I see it still in governing body strategies offering “pathways” with an in-built unquestioned assumption: as you get better, you have less fun, you play less and things get serious. All the while, sports leaders scratch their heads about increasing drop-out rates in clubs particularly among teenage girls, mental health issues are rising at elite level and a majority of youngsters are concluding that sport’s not for them.

I’ve even seen a fear of fun, particularly once you get to performance levels (which can start frighteningly young). Coaches throwing their hands up in protest at being asked to develop complex technical skills and create a fun environment at the same time. Yes, that’s a challenge – and an opportunity. The best coaches manage it because they see the symbiosis. It might not be how the Russians and Chinese develop their athletes, but it definitely provides a competitive advantage not to flood an athlete’s body with stress hormones and tension. It also aids retention, resilience and provides better role models for the youngsters watching.
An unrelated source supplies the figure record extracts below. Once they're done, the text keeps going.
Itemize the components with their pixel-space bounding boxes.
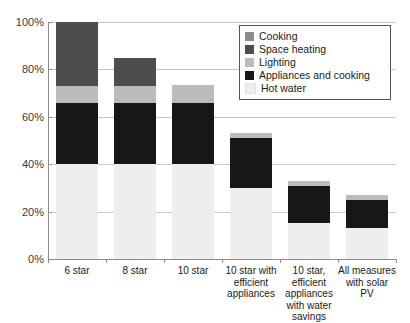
legend-item[interactable]: Space heating [245, 43, 385, 56]
x-axis-tick-mark [338, 259, 339, 263]
bar-segment[interactable] [346, 228, 388, 259]
bar-segment[interactable] [172, 164, 214, 259]
bar-stack[interactable] [288, 181, 330, 259]
legend-swatch-icon [245, 71, 254, 80]
legend-item[interactable]: Appliances and cooking [245, 69, 385, 82]
legend-item-label: Appliances and cooking [259, 70, 370, 81]
x-axis-tick-mark [280, 259, 281, 263]
bar-segment[interactable] [114, 58, 156, 86]
x-axis-tick-labels: 6 star8 star10 star10 star with efficien… [48, 265, 396, 315]
bar-segment[interactable] [56, 22, 98, 86]
y-axis-tick-label: 40% [2, 159, 44, 170]
legend-item-label: Cooking [259, 31, 298, 42]
y-axis-line [48, 22, 49, 260]
legend-item[interactable]: Lighting [245, 56, 385, 69]
legend-swatch-icon [245, 45, 254, 54]
y-axis-tick-label: 100% [2, 17, 44, 28]
legend-item-label: Hot water [261, 83, 306, 94]
legend-item[interactable]: Hot water [245, 82, 385, 95]
bar-segment[interactable] [56, 86, 98, 103]
bar-segment[interactable] [114, 164, 156, 259]
x-axis-tick-mark [48, 259, 49, 263]
y-axis-tick-mark [48, 164, 52, 165]
bar-segment[interactable] [230, 188, 272, 259]
bar-segment[interactable] [288, 186, 330, 224]
legend-swatch-icon [245, 32, 254, 41]
legend-item-label: Space heating [259, 44, 326, 55]
bar-segment[interactable] [346, 200, 388, 228]
x-axis-tick-label: 10 star [164, 265, 222, 277]
y-axis-tick-mark [48, 69, 52, 70]
x-axis-tick-label: 6 star [48, 265, 106, 277]
bar-segment[interactable] [56, 103, 98, 165]
chart-legend: CookingSpace heatingLightingAppliances a… [239, 25, 391, 100]
bar-stack[interactable] [172, 85, 214, 259]
bar-slot [164, 22, 222, 259]
y-axis-tick-label: 20% [2, 207, 44, 218]
bar-segment[interactable] [288, 223, 330, 259]
y-axis-tick-mark [48, 212, 52, 213]
y-axis-tick-mark [48, 22, 52, 23]
y-axis-tick-labels: 0%20%40%60%80%100% [0, 22, 44, 259]
bar-stack[interactable] [346, 195, 388, 259]
y-axis-tick-label: 80% [2, 64, 44, 75]
bar-stack[interactable] [114, 58, 156, 259]
legend-item[interactable]: Cooking [245, 30, 385, 43]
bar-segment[interactable] [230, 138, 272, 188]
y-axis-tick-label: 60% [2, 112, 44, 123]
x-axis-tick-label: 10 star, efficient appliances with water… [280, 265, 338, 323]
bar-segment[interactable] [172, 103, 214, 165]
x-axis-tick-label: All measures with solar PV [338, 265, 396, 300]
bar-stack[interactable] [56, 22, 98, 259]
y-axis-tick-mark [48, 117, 52, 118]
bar-stack[interactable] [230, 133, 272, 259]
y-axis-tick-label: 0% [2, 254, 44, 265]
x-axis-tick-label: 10 star with efficient appliances [222, 265, 280, 300]
x-axis-tick-label: 8 star [106, 265, 164, 277]
x-axis-tick-mark [106, 259, 107, 263]
bar-segment[interactable] [114, 103, 156, 165]
bar-slot [48, 22, 106, 259]
x-axis-tick-mark [222, 259, 223, 263]
legend-item-label: Lighting [259, 57, 296, 68]
legend-swatch-icon [245, 58, 254, 67]
bar-segment[interactable] [56, 164, 98, 259]
bar-slot [106, 22, 164, 259]
bar-segment[interactable] [172, 85, 214, 103]
x-axis-tick-mark [396, 259, 397, 263]
legend-swatch-icon [245, 83, 256, 94]
bar-segment[interactable] [114, 86, 156, 103]
x-axis-tick-mark [164, 259, 165, 263]
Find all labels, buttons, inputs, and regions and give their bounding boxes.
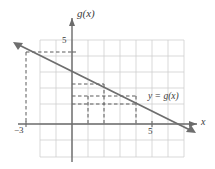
tick-marks bbox=[26, 52, 152, 127]
x-tick-label-5: 5 bbox=[148, 127, 153, 136]
y-axis-label: g(x) bbox=[77, 8, 95, 19]
graph-figure: g(x) x 5 5 −3 y = g(x) bbox=[0, 0, 215, 169]
x-axis-label: x bbox=[201, 117, 205, 127]
y-axis-arrow bbox=[69, 18, 75, 26]
x-tick-label-neg3: −3 bbox=[14, 126, 24, 135]
y-tick-label-5: 5 bbox=[62, 36, 67, 45]
curve-equation-label: y = g(x) bbox=[148, 92, 179, 102]
x-axis-arrow bbox=[189, 121, 197, 127]
coordinate-plot bbox=[0, 0, 215, 169]
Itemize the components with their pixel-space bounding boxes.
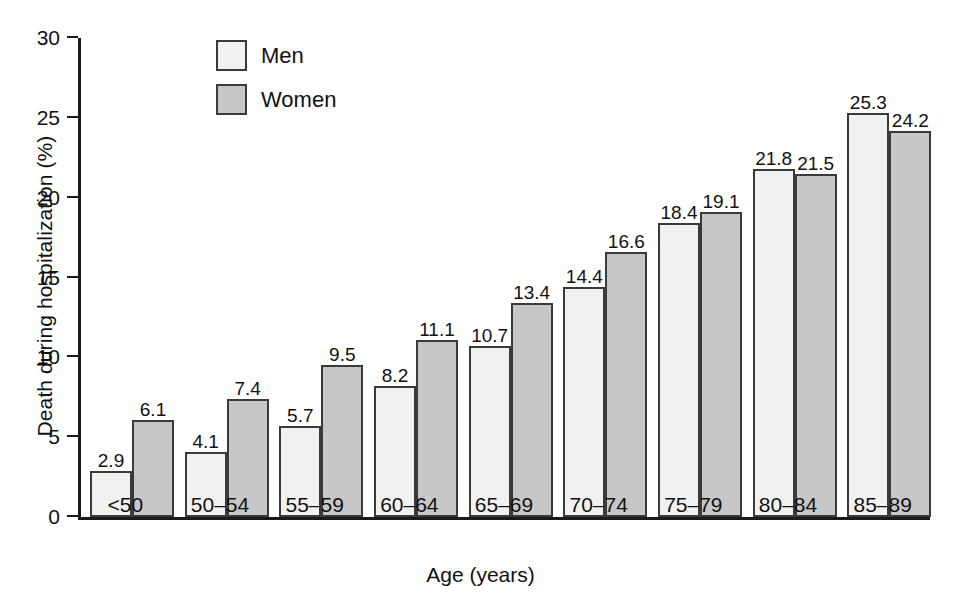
y-tick-15: 15 xyxy=(67,276,78,278)
legend-label-women: Women xyxy=(261,89,336,111)
bar-value-label: 18.4 xyxy=(661,203,698,222)
y-tick-30: 30 xyxy=(67,36,78,38)
bar-value-label: 11.1 xyxy=(419,320,455,339)
bar-value-label: 10.7 xyxy=(471,326,508,345)
y-tick-label-0: 0 xyxy=(48,506,60,527)
legend-swatch-women-icon xyxy=(216,84,247,115)
x-tick-label: 60–64 xyxy=(362,494,457,515)
y-tick-20: 20 xyxy=(67,196,78,198)
legend-label-men: Men xyxy=(261,45,304,67)
y-tick-5: 5 xyxy=(67,435,78,437)
bar-group: 2.96.1 xyxy=(90,38,174,517)
x-tick-label: 85–89 xyxy=(835,494,930,515)
bar-women[interactable]: 24.2 xyxy=(889,131,931,517)
bar-group: 18.419.1 xyxy=(658,38,742,517)
x-axis-line xyxy=(78,517,930,520)
bar-men[interactable]: 21.8 xyxy=(753,169,795,517)
bar-men[interactable]: 14.4 xyxy=(563,287,605,517)
x-tick-label: 55–59 xyxy=(267,494,362,515)
bar-women[interactable]: 16.6 xyxy=(605,252,647,517)
chart-figure: Death during hospitalization (%) 0510152… xyxy=(0,0,961,596)
plot-area: 051015202530 2.96.14.17.45.79.58.211.110… xyxy=(78,38,930,517)
y-tick-label-30: 30 xyxy=(37,27,60,48)
x-tick-label: 70–74 xyxy=(551,494,646,515)
x-tick-label: <50 xyxy=(78,494,173,515)
legend-item-men: Men xyxy=(216,40,336,71)
y-tick-25: 25 xyxy=(67,116,78,118)
x-tick-label: 65–69 xyxy=(457,494,552,515)
bar-value-label: 13.4 xyxy=(513,283,550,302)
bar-group: 21.821.5 xyxy=(753,38,837,517)
y-tick-0: 0 xyxy=(67,515,78,517)
bar-men[interactable]: 25.3 xyxy=(847,113,889,517)
bar-men[interactable]: 18.4 xyxy=(658,223,700,517)
y-tick-label-10: 10 xyxy=(37,346,60,367)
legend-swatch-men-icon xyxy=(216,40,247,71)
bar-value-label: 7.4 xyxy=(234,379,260,398)
x-tick-label: 80–84 xyxy=(741,494,836,515)
bar-value-label: 14.4 xyxy=(566,267,603,286)
y-tick-label-5: 5 xyxy=(48,426,60,447)
y-tick-label-20: 20 xyxy=(37,186,60,207)
bar-value-label: 6.1 xyxy=(140,400,166,419)
bar-value-label: 25.3 xyxy=(850,93,887,112)
bar-women[interactable]: 11.1 xyxy=(416,340,458,517)
y-tick-10: 10 xyxy=(67,355,78,357)
bar-value-label: 4.1 xyxy=(192,432,218,451)
bar-women[interactable]: 13.4 xyxy=(511,303,553,517)
bar-women[interactable]: 19.1 xyxy=(700,212,742,517)
bar-group: 14.416.6 xyxy=(563,38,647,517)
y-tick-label-25: 25 xyxy=(37,106,60,127)
x-axis-label: Age (years) xyxy=(0,563,961,587)
bar-value-label: 8.2 xyxy=(382,366,408,385)
bar-women[interactable]: 21.5 xyxy=(795,174,837,517)
x-tick-label: 75–79 xyxy=(646,494,741,515)
bar-men[interactable]: 10.7 xyxy=(469,346,511,517)
bar-series-container: 2.96.14.17.45.79.58.211.110.713.414.416.… xyxy=(78,38,930,517)
bar-value-label: 5.7 xyxy=(287,406,313,425)
bar-group: 25.324.2 xyxy=(847,38,931,517)
y-tick-label-15: 15 xyxy=(37,266,60,287)
bar-value-label: 21.5 xyxy=(797,154,834,173)
legend-item-women: Women xyxy=(216,84,336,115)
bar-value-label: 2.9 xyxy=(98,451,124,470)
x-tick-label: 50–54 xyxy=(173,494,268,515)
bar-value-label: 24.2 xyxy=(892,111,929,130)
bar-value-label: 19.1 xyxy=(703,192,740,211)
bar-group: 10.713.4 xyxy=(469,38,553,517)
bar-value-label: 21.8 xyxy=(755,149,792,168)
legend: Men Women xyxy=(216,40,336,128)
bar-value-label: 9.5 xyxy=(329,345,355,364)
bar-group: 8.211.1 xyxy=(374,38,458,517)
bar-value-label: 16.6 xyxy=(608,232,645,251)
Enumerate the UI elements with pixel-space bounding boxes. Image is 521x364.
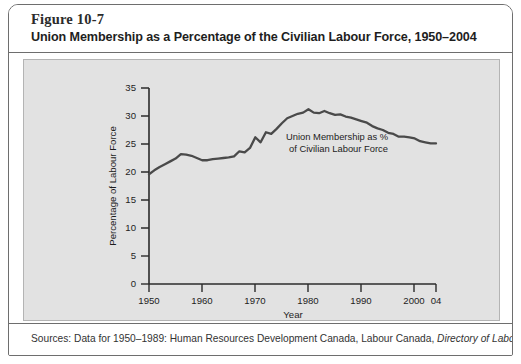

The big mindset shift for sport is to realise that increased playful experiences of sport don’t threaten performance, quite the opposite over the long-term. And performance is in everyone’s minds in sport, subconsciously if not consciously. Play is a brilliant tool for creating diverse experiences of sport, exploring and experimenting, finding out about yourself, developing flair and freedom, and strong connections with those you play alongside.

Pole-vaulter Molly Caudery has been encouraged by her mentor to hang on to her evident joy in competing. Photograph: Michael Steele/Getty Images

As spectators, we love to see a competitor who has fun in the heat of the moment. Some of the greatest of all time, from Daley Thompson to Usain Bolt to Ash Barty (after she took a break from tennis to have fun playing cricket for a while) to Ruby Tui to Ben Stokes playing “Bazball” have been those whose joy at playing shone through.

Pole-vaulter Molly Caudery (bronze medal winner in the European Championships) is a brilliant young talent notable for the joy she exudes when she competes. World-class pole-vaulter (and sports psychology student) Holly Bradshaw sees this as a massive strength and has been mentoring Molly to hold onto her carefree attitude in order to avoid the mental and physical damage and inherent constraints that she experienced from elite sport.

Too often, children are treated as mini-adults or even mini-elite-athletes in sports. Football is a classic example where youth training typically mirrors adult training and revolves around drills, matches and leagues, with directive coaching and kids playing in set positions from early ages. All this despite being a sport where global legends learnt their trade playing freely in Brazilian backyards. A group of coaches and academics have recently set up the Campaign for Children’s Rights in Football to return the child’s voice, views and experiences to the heart of football, in other words, to restore a child’s right to play.

The media has a role too. There can be an uneasiness about whether athletes are taking things seriously enough, confusion as to whether they should be lauded or criticised for any playfulness shown. That somehow it will come back to explain a later mistake, even though this is a world where mistakes are inevitable – even vital. The media also sells sport short by focusing ad nauseum on the latest results and league tables, highlighting too often the joy of winning rather than the joy of playing. These subliminal messages ripple through those watching.

The Commission on Play offers a moment for sports leaders to ask what children need from sport, and what needs to change as a result. Not simply how are we going to do in the Euros and where will we finish in the Paris medal table? This summer offers a bigger opportunity for sport to rediscover its soul and reconnect to our lives more meaningfully and playfully.